The University of Chicago’s Independent Student Newspaper since 1892

Chicago Maroon

The University of Chicago’s Independent Student Newspaper since 1892

Chicago Maroon

The University of Chicago’s Independent Student Newspaper since 1892

Chicago Maroon

Aaron Bros Sidebar

A gross overstatement

The pervasive misuse of violent and self-deprecating expressions on campus indicates a disturbing lack of sympathy and respect.

Midterm season is upon us.

Welcome, sleepless nights, long stares at blinking cursors, hastily scribbled flashcards, the pervasive stench of unwashed bodies…and the rape-as-a-metaphor-for-my-failed-exam Facebook statuses.

You’ve seen them:

“Every night of finals I feel like I need a rape kit for the failure.”

“THAT BIOCHEM EXAM JUST RAPED ME.” (The more caps the better.)

Such statuses are usually followed by a dozen “LOL” or “LMAO” in the comments section. There’s a collective sense of pride, a sharing of the schadenfreude. The status-writer feels accomplished. He may have failed that midterm abysmally, but at least he’s been commended for his adroit turn of phrase. (I say he, but I’ve seen girls do the same.)

I want to get a larger point across here, but first, let me be very, very clear.

These statuses are offensive. They are not funny. They reflect glaring obtuseness, a dearth of creativity, and, most disconcertingly of all, a fundamental lack of sensitivity.

I mean, really? Really? Failing your midterm because you decided to study two nights before the exam is like being sexually penetrated against your will?

The default argument, of course, is that it’s all willful exaggeration. Obviously, failing an econ midterm is not like getting raped. But we exaggerate because it’s funny. And if we can make jokes about murder, what’s wrong with a little rape humor?

It’s the same faulty premise that fuels the concept of “equal opportunity offending.” Usually white, usually straight, these fearless comics mock blacks, gays, Jews, trans folk, immigrants, Muslims, and the like, because everybody deserves to be insulted—it’s only fair. How these usually white, usually straight “comedians” factor in their own societal privilege—well, they don’t.

In a country where most sexual assaults still go unreported, where rape victims often have to be nothing short of Mother Theresa to get their day in court, where our university’s own sexual assault policies have been historically problematic, must we indulge in this sort of silliness?

Furthermore, these Facebook statuses, which are usually born five minutes after a horrific exam, told to a friend, and then immortalized forever on the Internet, are emblematic of a troubling U of C culture—one that thrives on describing collegiate life in the most overblown, histrionic way possible.

I get it. Studying is hard. Failing a midterm, or feeling like you failed a midterm—which is usually the more likely scenario—sucks. But must we indulge in that most pathetic of pissing contests, the my-life-is-worse-than-yours competition that rears its ugly head every examination season? Simple questions that should provoke simple answers garner instead interminable lists of all the exams, all the papers that students have due in the upcoming weeks. “Fuck my life,” they groan to begin and end every conversation. But the truth is that naked arrogance is currently unfashionable, so we cloak our feelings of superiority under the guise of brutal self-deprecation. Like the ‘humble brag,’ standup comedian Harris Wittel’s phrase for corny faux humility (sample: “I’ve grown accustomed 2 helping so many folks ova the years that’ i’ve become their crutch. There will come a time when I need help. Who will?”—NFL Wide Receiver Chad Ochocinco on Twitter), this sort of self-deprecation is incredibly disingenuous.

For example, take those t-shirts:

“Where fun comes to die.”

“If I wanted an A, I would have gone to Harvard.”

“Where the only thing that goes down on you is your GPA.”

What’s supposed to be endearing self-deprecation translates into crippling self-consciousness. Are you that insecure? Do you really struggle with such a massive inferiority complex that the whole world needs to know how much harder the U of C is than those Ivy League schools you probably weren’t admitted to?

The problem with this incessant need to denigrate ourselves is that it belies our extremely good fortune. All of us, merely because we attend this school, are extremely lucky, and not in a U of C–exceptionalism kind of way, but in a straight-up, facts-are-facts, unemployment-is-4.6-percent-among-the-college-educated, great-swaths-of-the-world-live-on-less-than-a-dollar-a-day kind of way.

So let’s stop with the piss-on-ourselves contest. Please.

Tomi Obaro is a fourth-year in the College majoring in international studies.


**EXERCISE OBJECTIVE**
Whenever the string "Pars" appears in a line below, please copy the line out.

(Figure content listings)
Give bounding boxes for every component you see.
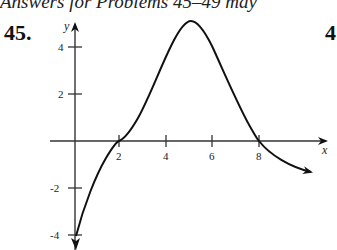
- y-tick-label: 2: [58, 88, 64, 100]
- y-axis-label: y: [63, 19, 70, 33]
- x-axis-label: x: [321, 143, 328, 157]
- x-tick-label: 6: [209, 150, 215, 162]
- y-tick-label: -4: [50, 229, 60, 241]
- y-tick-label: 4: [58, 41, 64, 53]
- function-graph: 2 4 6 8 4 2 -2 -4 x y: [0, 0, 337, 250]
- function-curve: [76, 21, 311, 236]
- x-tick-label: 4: [163, 150, 169, 162]
- x-tick-label: 8: [256, 150, 262, 162]
- axes: [50, 24, 326, 250]
- y-tick-label: -2: [50, 182, 59, 194]
- x-tick-label: 2: [116, 150, 122, 162]
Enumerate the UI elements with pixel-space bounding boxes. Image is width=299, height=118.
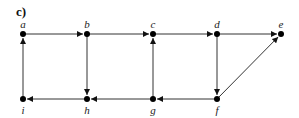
node-dot [84,96,90,102]
node-label: h [84,104,90,116]
node-label: a [20,18,26,30]
panel-label: c) [16,4,26,19]
node-dot [214,96,220,102]
node-label: d [214,18,220,30]
node-dot [150,31,156,37]
node-f: f [214,96,220,116]
directed-graph: c) abcdeihgf [0,0,299,118]
node-dot [20,31,26,37]
node-b: b [84,18,90,37]
nodes-layer: abcdeihgf [20,18,284,116]
node-dot [150,96,156,102]
edge-f-to-e [217,37,278,99]
node-a: a [20,18,26,37]
node-label: f [215,104,220,116]
node-label: c [151,18,156,30]
node-dot [278,31,284,37]
node-dot [84,31,90,37]
node-e: e [278,18,284,37]
node-dot [214,31,220,37]
node-c: c [150,18,156,37]
node-i: i [20,96,26,116]
node-label: g [150,104,156,116]
node-label: i [21,104,24,116]
node-dot [20,96,26,102]
node-label: b [84,18,90,30]
node-g: g [150,96,156,116]
edges-layer [23,34,278,99]
node-d: d [214,18,220,37]
node-label: e [279,18,284,30]
node-h: h [84,96,90,116]
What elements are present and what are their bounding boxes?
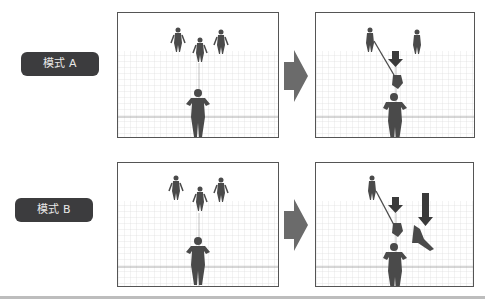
scene-before-a (118, 13, 279, 138)
mode-a-label: 模式 A (21, 52, 99, 76)
mode-a-before-scene (117, 12, 279, 138)
enemy-figure (214, 30, 228, 55)
scene-before-b (118, 163, 279, 287)
mode-a-text: 模式 A (43, 57, 76, 70)
mode-b-label: 模式 B (15, 198, 93, 222)
arrow-right-icon (284, 199, 308, 251)
enemy-figure (171, 28, 185, 53)
mode-b-text: 模式 B (37, 203, 70, 216)
mode-b-before-scene (117, 162, 279, 287)
mode-a-after-scene (315, 12, 475, 138)
scene-after-a (316, 13, 475, 138)
bottom-divider (0, 296, 485, 299)
mode-b-after-scene (315, 162, 474, 287)
scene-after-b (316, 163, 474, 287)
arrow-right-icon (284, 50, 308, 102)
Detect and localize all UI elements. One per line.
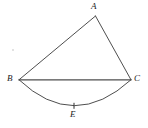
scan-speck [12, 49, 14, 51]
arc-BEC [19, 80, 131, 106]
vertex-label-e: E [70, 110, 76, 119]
vertex-label-c: C [134, 74, 140, 83]
geometry-figure: A B C E [0, 0, 148, 128]
segment-BA [19, 16, 96, 80]
vertex-label-b: B [7, 74, 13, 83]
vertex-label-a: A [91, 2, 97, 11]
segment-AC [96, 16, 132, 80]
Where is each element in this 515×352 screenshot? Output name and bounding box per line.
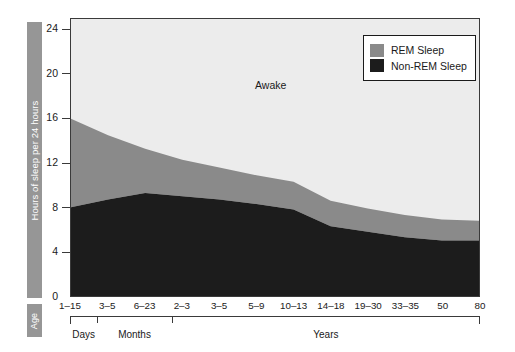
y-axis-tick [62, 73, 70, 74]
rem-swatch-icon [370, 44, 384, 57]
y-axis-tick [62, 207, 70, 208]
age-group-label: Months [118, 329, 151, 340]
y-axis-tick-label: 8 [34, 201, 58, 213]
y-axis-tick [62, 29, 70, 30]
y-axis-tick [62, 163, 70, 164]
bracket-tick [172, 316, 173, 323]
legend: REM Sleep Non-REM Sleep [363, 35, 476, 81]
x-axis-title: Age [30, 312, 40, 328]
x-axis-title-bar: Age [27, 304, 42, 337]
x-axis-tick-label: 33–35 [392, 300, 419, 311]
age-group-bracket [70, 316, 480, 325]
age-group-label: Days [72, 329, 95, 340]
x-axis-tick-label: 1–15 [59, 300, 81, 311]
non-rem-swatch-icon [370, 59, 384, 72]
bracket-tick [70, 316, 71, 324]
bracket-tick [479, 316, 480, 324]
x-axis-tick-labels: 1–153–56–232–33–55–910–1314–1819–3033–35… [70, 300, 480, 314]
awake-annotation: Awake [255, 79, 286, 91]
x-axis-tick-label: 5–9 [248, 300, 264, 311]
y-axis-tick-label: 20 [34, 67, 58, 79]
y-axis-tick [62, 118, 70, 119]
legend-item-non-rem: Non-REM Sleep [370, 59, 467, 72]
y-axis-tick-label: 12 [34, 156, 58, 168]
y-axis-tick-label: 24 [34, 22, 58, 34]
legend-label-non-rem: Non-REM Sleep [391, 60, 467, 72]
sleep-area-chart: Hours of sleep per 24 hours Age 04812162… [0, 0, 515, 352]
legend-label-rem: REM Sleep [391, 44, 444, 56]
x-axis-tick-label: 6–23 [134, 300, 156, 311]
x-axis-tick-label: 50 [437, 300, 448, 311]
y-axis-tick-label: 4 [34, 245, 58, 257]
legend-item-rem: REM Sleep [370, 44, 467, 57]
x-axis-tick-label: 19–30 [355, 300, 382, 311]
bracket-tick [97, 316, 98, 323]
age-group-labels: DaysMonthsYears [70, 329, 480, 343]
bracket-line [70, 316, 480, 317]
y-axis-tick-label: 0 [34, 290, 58, 302]
x-axis-tick-label: 3–5 [99, 300, 115, 311]
x-axis-tick-label: 14–18 [317, 300, 344, 311]
x-axis-tick-label: 3–5 [211, 300, 227, 311]
y-axis-tick-label: 16 [34, 111, 58, 123]
x-axis-tick-label: 2–3 [174, 300, 190, 311]
age-group-label: Years [313, 329, 338, 340]
x-axis-tick-label: 80 [475, 300, 486, 311]
y-axis-tick [62, 252, 70, 253]
x-axis-tick-label: 10–13 [280, 300, 307, 311]
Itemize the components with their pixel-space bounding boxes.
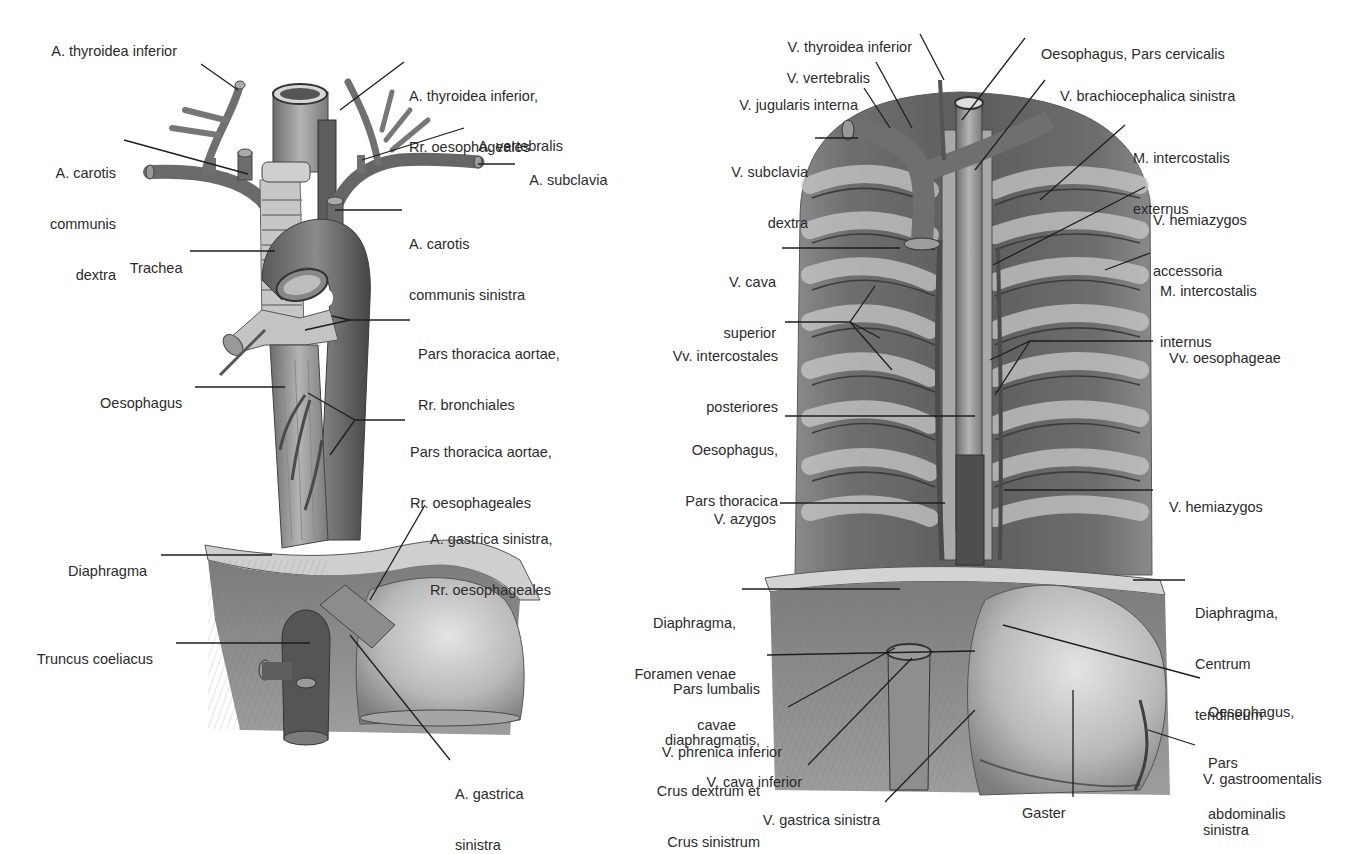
label-line: communis sinistra <box>409 287 525 304</box>
label-truncus-coeliacus: Truncus coeliacus <box>29 634 153 668</box>
label-line: dextra <box>36 267 116 284</box>
label-text: Gaster <box>1022 805 1066 821</box>
label-line: Crus sinistrum <box>620 834 760 851</box>
label-line: Pars thoracica aortae, <box>418 346 560 363</box>
label-line: communis <box>36 216 116 233</box>
label-line: Oesophagus, <box>1208 704 1294 721</box>
label-line: Pars lumbalis <box>620 681 760 698</box>
label-text: Oesophagus, Pars cervicalis <box>1041 46 1225 62</box>
right-panel-illustration <box>765 80 1170 795</box>
label-v-phrenica-inferior: V. phrenica inferior <box>620 727 782 761</box>
label-line: Vv. intercostales <box>640 348 778 365</box>
label-a-gastrica-sinistra: A. gastrica sinistra <box>455 752 524 854</box>
label-line: sinistra <box>1203 822 1322 839</box>
label-v-cava-inferior: V. cava inferior <box>640 757 802 791</box>
label-oesophagus: Oesophagus <box>92 378 182 412</box>
label-text: V. cava inferior <box>707 774 802 790</box>
label-line: M. intercostalis <box>1133 150 1230 167</box>
label-text: V. hemiazygos <box>1169 499 1263 515</box>
label-a-thyroidea-inferior-rr-oesophageales: A. thyroidea inferior, Rr. oesophageales <box>409 54 538 173</box>
label-line: V. cava <box>700 274 776 291</box>
label-line: Diaphragma, <box>1195 605 1278 622</box>
label-v-azygos: V. azygos <box>660 494 776 528</box>
label-line: A. gastrica <box>455 786 524 803</box>
label-diaphragma: Diaphragma <box>60 546 147 580</box>
label-v-thyroidea-inferior: V. thyroidea inferior <box>760 22 912 56</box>
label-v-subclavia-dextra: V. subclavia dextra <box>700 130 808 249</box>
label-line: V. gastroomentalis <box>1203 771 1322 788</box>
label-a-thyroidea-inferior: A. thyroidea inferior <box>44 26 177 60</box>
label-v-hemiazygos: V. hemiazygos <box>1161 482 1263 516</box>
label-a-carotis-communis-dextra: A. carotis communis dextra <box>36 131 116 301</box>
label-line: Pars thoracica aortae, <box>410 444 552 461</box>
label-line: Rr. oesophageales <box>430 582 553 599</box>
label-oesophagus-pars-cervicalis: Oesophagus, Pars cervicalis <box>1033 29 1225 63</box>
label-line: Diaphragma, <box>620 615 736 632</box>
label-text: V. jugularis interna <box>739 97 858 113</box>
label-a-carotis-communis-sinistra: A. carotis communis sinistra <box>409 202 525 321</box>
label-text: V. brachiocephalica sinistra <box>1060 88 1235 104</box>
label-a-vertebralis: A. vertebralis <box>471 121 563 155</box>
label-text: V. gastrica sinistra <box>763 812 880 828</box>
label-text: Truncus coeliacus <box>37 651 153 667</box>
label-vv-oesophageae: Vv. oesophageae <box>1161 333 1281 367</box>
label-a-subclavia: A. subclavia <box>522 155 607 189</box>
label-line: sinistra <box>455 837 524 854</box>
label-v-brachiocephalica-sinistra: V. brachiocephalica sinistra <box>1052 71 1235 105</box>
label-text: A. vertebralis <box>478 138 563 154</box>
label-trachea: Trachea <box>122 243 182 277</box>
label-a-gastrica-sinistra-rr-oesophageales: A. gastrica sinistra, Rr. oesophageales <box>430 497 553 616</box>
label-text: V. azygos <box>714 511 776 527</box>
label-line: A. gastrica sinistra, <box>430 531 553 548</box>
label-text: A. subclavia <box>529 172 607 188</box>
label-line: Oesophagus, <box>640 442 778 459</box>
label-line: A. carotis <box>36 165 116 182</box>
label-line: A. thyroidea inferior, <box>409 88 538 105</box>
label-gaster: Gaster <box>1014 788 1066 822</box>
label-text: Diaphragma <box>68 563 147 579</box>
label-line: V. hemiazygos <box>1153 212 1247 229</box>
label-v-jugularis-interna: V. jugularis interna <box>700 80 858 114</box>
label-text: A. thyroidea inferior <box>51 43 177 59</box>
label-text: Vv. oesophageae <box>1169 350 1281 366</box>
label-text: Trachea <box>130 260 183 276</box>
label-v-gastroomentalis-sinistra: V. gastroomentalis sinistra <box>1203 737 1322 854</box>
label-text: Oesophagus <box>100 395 182 411</box>
label-line: A. carotis <box>409 236 525 253</box>
label-v-gastrica-sinistra: V. gastrica sinistra <box>700 795 880 829</box>
label-line: V. subclavia <box>700 164 808 181</box>
label-line: dextra <box>700 215 808 232</box>
label-line: M. intercostalis <box>1160 283 1257 300</box>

**REPLY TO THE EXERCISE**
label-line: Pars thoracica aortae, <box>418 346 560 363</box>
label-line: Pars lumbalis <box>620 681 760 698</box>
label-text: Oesophagus, Pars cervicalis <box>1041 46 1225 62</box>
label-line: Pars thoracica aortae, <box>410 444 552 461</box>
label-oesophagus-pars-cervicalis: Oesophagus, Pars cervicalis <box>1033 29 1225 63</box>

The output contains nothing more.